I’ve recently encountered two sites, Blog Engage and Blogatiser. One of them specifically requested a review. What is striking about these two sites is how similar they are. Pretty much everything I say here applies to both sites unless specifically noted otherwise. If I were still a computer science lecturer, I’d think these two lads copied each other’s homework or something. In the real world, it’s called forkage, and it’s considered “building upon the work of others,” It’s OK as long as the “others” are OK with it.


Here’s the idea: You join the site, then you submit your blog posts. The posts hang out in kind of a limbo until a certain number of people for them. If they get buried beneath a load of new posts before getting the required number of votes they could hang there forever. Once they get the required number of votes they are considered “published” and so you have another inbound link to juice your Google-iciousness.

When I last checked, had 150 or so members, and was out front with 2000 according to the site owner. On it seems like a small interconnected group upvote each other’s posts and ignore the rest. seems to be a bit more even-handed in this respect, and I believe that springs from the dynamic of a larger group.

Both sites have a social aspect — you can add other members as your friends but I don’t see what that does for you, except artificially make it more likely that they will for your posts. allows you to input your Google adsense pub id. They talk vaguely about adsense revenue sharing, but I didn’t see my adsense id on the page with my post. Maybe you only get that once you get published — the site isn’t very clear about it.

offers a browser toolbar. No thanks. offers a Wordpress plugin which I also declined, because all it seems to do is make a badge and the documentation on the badges seems unfinished.

borked when I attempted a spellcheck.

Here are the issues with both these sites as I see them.

  • Inputting your post is tedious. You have to fill out a lot of formularia, and categorize and summarize your post. It violates the DRY (don’t repeat yourself) principle. When I create a blog post I already do a summary and tags, etc. It would be better if the thing could suck the summaries and tags right out of our blog on the back-end automatically. I’d really rather visit the site and if I’m going to visit at all.
  • No allowance is made for the bell curve of interests. An idiotic post about the latest shenanigans of Brittney Spears will appeal to a large number of less intelligent people on the fat part of the bell curve. A proof of Fermat’s last theorem would be earth-moving in its own sphere, but probably only 1 out of 100 cruisers would have any interest in it. Such a post would get buried under under five fart jokes, two lame political rants, four linkbaits and so on. The unpublished stuff just piles up in chronological order, much like the unsorted pile of stuff on my desk. You can select a category, but only from a post in that category. Category selection really needs to be in the top bar of the dashboard.
  • The assumption seems to be that these sites will give bloggers exposure and that a link would be a high value item. Well, has a GPR of 0, except for one datacenter gave it a 2. seems to have an edge here, with a lot of zero’s but also a number of 3’s. From their pageranks, a link from them would be about as valuable as a link from any other blog.
  • Every seems to count the same. So, if the laws of normal distribution apply, that means a large number of idiots will get on and upvote a bunch of idiotic posts on popular topics, or do a “friend-whore” thing. Epinions tried to fix this problem years ago by “hatting” certain respected members and giving their votes more clout. But that just turned it into a “suck-up to the hats” fest.
  • There is no incentive for voting, other than it might make other members for you.
  • They lack stickiness. Who wants to go to a site and spend time redoing all the meta stuff you do when you post and then sifting through a bunch of unvetted posts to see which ones you want to on. And even if you browse the published posts, knowing that they were selected by popular of people who spend their time doing this kind of thing does not give me great confidence that I will find anything I really like among the chaff.
  • The button is outside of the post. You can without even reading the post. After you’ve gone inside, you might not be back.

To summarize, There is an interesting concept here. Here is what would need to happen to make these sites truly take off: They need to:

  • write plugins for all the major blogging platforms so that when I make a post I can click a check box that says submit to / and poof done.
  • provide some real incentive for voting. Otherwise vetting and voting is just unpaid work.
  • provide category feeds for the unpublished posts.
  • have some solution for the normal curve problem, i.e. really awesome posts in a small niche don’t get buried under the avalanche of “popular” stuff.
  • The button should not be active unless the reader has actually read the post.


* [Assignment] What you should output is the data below, unchanged in every character.

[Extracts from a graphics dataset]
==================================================

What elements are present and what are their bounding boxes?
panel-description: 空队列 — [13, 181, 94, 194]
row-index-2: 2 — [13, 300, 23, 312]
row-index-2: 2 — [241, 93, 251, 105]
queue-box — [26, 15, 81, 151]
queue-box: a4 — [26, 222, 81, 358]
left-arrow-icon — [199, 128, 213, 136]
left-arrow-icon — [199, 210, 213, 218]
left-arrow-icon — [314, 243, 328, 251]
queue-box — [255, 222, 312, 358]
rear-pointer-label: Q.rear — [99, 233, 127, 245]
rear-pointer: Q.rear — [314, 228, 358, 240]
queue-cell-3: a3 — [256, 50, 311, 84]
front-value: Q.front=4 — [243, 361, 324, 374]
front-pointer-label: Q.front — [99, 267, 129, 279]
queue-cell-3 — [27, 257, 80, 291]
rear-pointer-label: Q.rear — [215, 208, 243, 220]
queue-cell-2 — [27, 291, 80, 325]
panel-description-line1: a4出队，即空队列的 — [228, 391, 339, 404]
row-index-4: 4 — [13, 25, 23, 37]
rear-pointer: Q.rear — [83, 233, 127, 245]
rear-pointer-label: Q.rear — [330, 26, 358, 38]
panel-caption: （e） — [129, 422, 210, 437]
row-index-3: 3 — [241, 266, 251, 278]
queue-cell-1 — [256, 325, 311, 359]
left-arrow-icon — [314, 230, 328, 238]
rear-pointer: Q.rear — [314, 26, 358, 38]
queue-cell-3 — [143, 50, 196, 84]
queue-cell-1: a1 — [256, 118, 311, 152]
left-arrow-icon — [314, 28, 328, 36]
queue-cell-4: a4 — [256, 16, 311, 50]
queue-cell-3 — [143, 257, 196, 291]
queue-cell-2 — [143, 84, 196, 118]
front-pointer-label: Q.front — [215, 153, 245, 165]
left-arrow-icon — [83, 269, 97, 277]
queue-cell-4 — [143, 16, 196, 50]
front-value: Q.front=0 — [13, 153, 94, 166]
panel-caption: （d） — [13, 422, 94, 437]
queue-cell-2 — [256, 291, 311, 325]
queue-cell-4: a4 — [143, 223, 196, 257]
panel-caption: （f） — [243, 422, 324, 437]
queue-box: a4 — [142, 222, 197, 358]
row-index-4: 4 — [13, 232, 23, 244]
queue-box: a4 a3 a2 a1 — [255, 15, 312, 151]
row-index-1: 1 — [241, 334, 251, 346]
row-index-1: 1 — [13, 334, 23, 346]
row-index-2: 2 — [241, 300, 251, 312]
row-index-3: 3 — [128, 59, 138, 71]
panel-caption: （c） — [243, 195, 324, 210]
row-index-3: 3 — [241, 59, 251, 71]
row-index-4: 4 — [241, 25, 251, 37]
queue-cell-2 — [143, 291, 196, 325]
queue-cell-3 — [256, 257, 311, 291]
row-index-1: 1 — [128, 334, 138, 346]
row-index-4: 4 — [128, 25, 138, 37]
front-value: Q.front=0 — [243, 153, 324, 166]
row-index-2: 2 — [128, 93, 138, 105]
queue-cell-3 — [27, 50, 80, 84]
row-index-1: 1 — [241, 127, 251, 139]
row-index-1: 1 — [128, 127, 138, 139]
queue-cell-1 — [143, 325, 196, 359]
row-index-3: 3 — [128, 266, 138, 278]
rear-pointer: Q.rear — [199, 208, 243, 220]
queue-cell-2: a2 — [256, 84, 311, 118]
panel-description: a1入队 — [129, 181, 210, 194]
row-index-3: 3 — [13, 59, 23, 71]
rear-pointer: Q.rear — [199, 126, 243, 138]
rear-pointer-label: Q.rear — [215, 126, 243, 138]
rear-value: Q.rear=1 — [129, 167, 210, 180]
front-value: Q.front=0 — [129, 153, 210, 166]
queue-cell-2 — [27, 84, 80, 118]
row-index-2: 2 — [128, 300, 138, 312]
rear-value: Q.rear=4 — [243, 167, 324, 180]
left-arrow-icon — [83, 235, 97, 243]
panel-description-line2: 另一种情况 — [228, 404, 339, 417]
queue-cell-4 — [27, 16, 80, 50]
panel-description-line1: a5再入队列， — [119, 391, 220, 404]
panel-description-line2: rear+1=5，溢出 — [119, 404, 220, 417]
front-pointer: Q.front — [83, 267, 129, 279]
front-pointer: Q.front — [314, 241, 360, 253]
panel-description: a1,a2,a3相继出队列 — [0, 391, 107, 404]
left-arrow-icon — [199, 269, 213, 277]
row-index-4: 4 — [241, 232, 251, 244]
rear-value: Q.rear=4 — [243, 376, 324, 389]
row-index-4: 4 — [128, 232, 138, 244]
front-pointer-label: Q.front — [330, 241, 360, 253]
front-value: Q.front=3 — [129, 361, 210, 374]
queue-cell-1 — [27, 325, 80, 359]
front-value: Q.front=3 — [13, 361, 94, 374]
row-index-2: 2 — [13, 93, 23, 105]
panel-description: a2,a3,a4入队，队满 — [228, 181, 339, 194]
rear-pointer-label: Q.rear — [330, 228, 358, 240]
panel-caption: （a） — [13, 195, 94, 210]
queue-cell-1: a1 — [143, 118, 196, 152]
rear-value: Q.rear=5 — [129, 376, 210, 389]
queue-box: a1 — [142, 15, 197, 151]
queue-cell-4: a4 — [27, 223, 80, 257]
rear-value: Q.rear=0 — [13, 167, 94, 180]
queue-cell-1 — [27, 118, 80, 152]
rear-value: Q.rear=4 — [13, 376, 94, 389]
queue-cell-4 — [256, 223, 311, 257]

==================================================

* [Answer to the problem]
What elements are present and what are their bounding boxes?
panel-description: 空队列 — [13, 181, 94, 194]
row-index-2: 2 — [13, 300, 23, 312]
row-index-2: 2 — [241, 93, 251, 105]
queue-box — [26, 15, 81, 151]
queue-box: a4 — [26, 222, 81, 358]
left-arrow-icon — [199, 128, 213, 136]
left-arrow-icon — [199, 210, 213, 218]
left-arrow-icon — [314, 243, 328, 251]
queue-box — [255, 222, 312, 358]
rear-pointer-label: Q.rear — [99, 233, 127, 245]
rear-pointer: Q.rear — [314, 228, 358, 240]
queue-cell-3: a3 — [256, 50, 311, 84]
front-value: Q.front=4 — [243, 361, 324, 374]
front-pointer-label: Q.front — [99, 267, 129, 279]
queue-cell-3 — [27, 257, 80, 291]
rear-pointer-label: Q.rear — [215, 208, 243, 220]
queue-cell-2 — [27, 291, 80, 325]
panel-description-line1: a4出队，即空队列的 — [228, 391, 339, 404]
row-index-4: 4 — [13, 25, 23, 37]
rear-pointer: Q.rear — [83, 233, 127, 245]
rear-pointer-label: Q.rear — [330, 26, 358, 38]
panel-caption: （e） — [129, 422, 210, 437]
row-index-3: 3 — [241, 266, 251, 278]
queue-cell-1 — [256, 325, 311, 359]
left-arrow-icon — [314, 230, 328, 238]
rear-pointer: Q.rear — [314, 26, 358, 38]
queue-cell-3 — [143, 50, 196, 84]
queue-cell-1: a1 — [256, 118, 311, 152]
left-arrow-icon — [314, 28, 328, 36]
queue-cell-4: a4 — [256, 16, 311, 50]
queue-cell-3 — [143, 257, 196, 291]
queue-cell-2 — [143, 84, 196, 118]
front-pointer-label: Q.front — [215, 153, 245, 165]
left-arrow-icon — [83, 269, 97, 277]
queue-cell-4 — [143, 16, 196, 50]
front-value: Q.front=0 — [13, 153, 94, 166]
panel-caption: （d） — [13, 422, 94, 437]
queue-cell-2 — [256, 291, 311, 325]
queue-cell-4: a4 — [143, 223, 196, 257]
panel-caption: （f） — [243, 422, 324, 437]
queue-box: a4 — [142, 222, 197, 358]
row-index-4: 4 — [13, 232, 23, 244]
queue-box: a4 a3 a2 a1 — [255, 15, 312, 151]
row-index-1: 1 — [241, 334, 251, 346]
row-index-1: 1 — [13, 334, 23, 346]
row-index-2: 2 — [241, 300, 251, 312]
row-index-3: 3 — [128, 59, 138, 71]
panel-caption: （c） — [243, 195, 324, 210]
row-index-3: 3 — [241, 59, 251, 71]
row-index-4: 4 — [241, 25, 251, 37]
queue-cell-2 — [143, 291, 196, 325]
queue-cell-3 — [256, 257, 311, 291]
row-index-1: 1 — [128, 334, 138, 346]
row-index-4: 4 — [128, 25, 138, 37]
front-value: Q.front=0 — [243, 153, 324, 166]
row-index-2: 2 — [128, 93, 138, 105]
queue-cell-3 — [27, 50, 80, 84]
row-index-1: 1 — [241, 127, 251, 139]
row-index-1: 1 — [128, 127, 138, 139]
queue-cell-1 — [143, 325, 196, 359]
row-index-3: 3 — [128, 266, 138, 278]
rear-pointer: Q.rear — [199, 208, 243, 220]
queue-cell-2: a2 — [256, 84, 311, 118]
panel-description: a1入队 — [129, 181, 210, 194]
row-index-3: 3 — [13, 59, 23, 71]
rear-pointer: Q.rear — [199, 126, 243, 138]
rear-pointer-label: Q.rear — [215, 126, 243, 138]
rear-value: Q.rear=1 — [129, 167, 210, 180]
front-value: Q.front=0 — [129, 153, 210, 166]
queue-cell-2 — [27, 84, 80, 118]
row-index-2: 2 — [128, 300, 138, 312]
rear-value: Q.rear=4 — [243, 167, 324, 180]
left-arrow-icon — [83, 235, 97, 243]
panel-description-line2: 另一种情况 — [228, 404, 339, 417]
queue-cell-4 — [27, 16, 80, 50]
panel-description-line1: a5再入队列， — [119, 391, 220, 404]
panel-description-line2: rear+1=5，溢出 — [119, 404, 220, 417]
front-pointer: Q.front — [83, 267, 129, 279]
front-pointer: Q.front — [314, 241, 360, 253]
panel-description: a1,a2,a3相继出队列 — [0, 391, 107, 404]
left-arrow-icon — [199, 269, 213, 277]
row-index-4: 4 — [241, 232, 251, 244]
rear-value: Q.rear=4 — [243, 376, 324, 389]
row-index-4: 4 — [128, 232, 138, 244]
front-pointer-label: Q.front — [330, 241, 360, 253]
front-value: Q.front=3 — [129, 361, 210, 374]
queue-cell-1 — [27, 325, 80, 359]
front-value: Q.front=3 — [13, 361, 94, 374]
row-index-2: 2 — [13, 93, 23, 105]
panel-description: a2,a3,a4入队，队满 — [228, 181, 339, 194]
rear-pointer-label: Q.rear — [330, 228, 358, 240]
panel-caption: （a） — [13, 195, 94, 210]
queue-cell-1: a1 — [143, 118, 196, 152]
rear-value: Q.rear=5 — [129, 376, 210, 389]
queue-box: a1 — [142, 15, 197, 151]
queue-cell-4: a4 — [27, 223, 80, 257]
rear-value: Q.rear=0 — [13, 167, 94, 180]
queue-cell-1 — [27, 118, 80, 152]
rear-value: Q.rear=4 — [13, 376, 94, 389]
queue-cell-4 — [256, 223, 311, 257]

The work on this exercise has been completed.